Wish the examples were using intel syntax.


I had a reply to this (see below), but reflection revealed that this is just a flame-baiting comment. Intel/AT&T is apparently a long-running flamewar. See e.g. http://www.google.com/url?sa=t&source=web&ct=res&... .

Originally wrote: Why? The OSS world uses AT&T syntax, because that's what gas uses.


It is not flame bait. (BTW, I can't read your link due to Google's copyright restrictions.)

gas uses AT&T syntax because it needs a format that applies to multiple architectures. But the Intel format dominates Intel-specific compilers and, I expect, the mindshare of Intel assembly coders. The OSS world is no exception; the open-source Intel nasm and fasm assemblers use Intel format. Intel syntax is so popular, in fact, that gas itself was modified to support it: http://sourceware.org/binutils/docs-2.19/as/i386_002dSyntax....


and anybody who has written non-toy assembly knows GAS is a toy and a royal pain.
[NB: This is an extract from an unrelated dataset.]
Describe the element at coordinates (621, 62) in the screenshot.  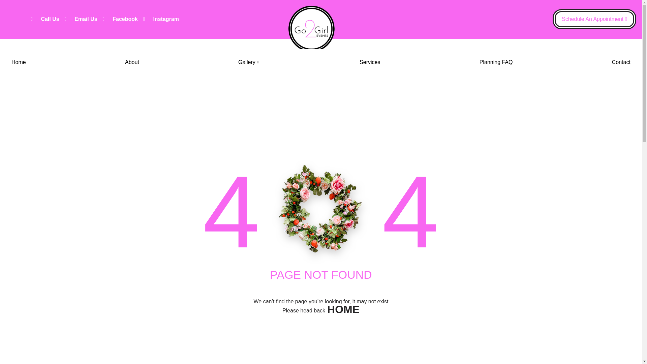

GAS was designed to be fed the output of GCC, not handwritten. Support for opcodes has been lacking for ages, until NASM came along and put pressure on them. Let's not even compare the macros in intel-type assemblers to GASP, gasp!

Inline asm looks hideous with AT&T syntax; they had 20 years to copy Turbo C and they haven't yet.

P.S. I hope to god you're not calling your gas sources .S, as gcc will gobble it up or overwrite it if you have .c file with the same file name and you accidently -S.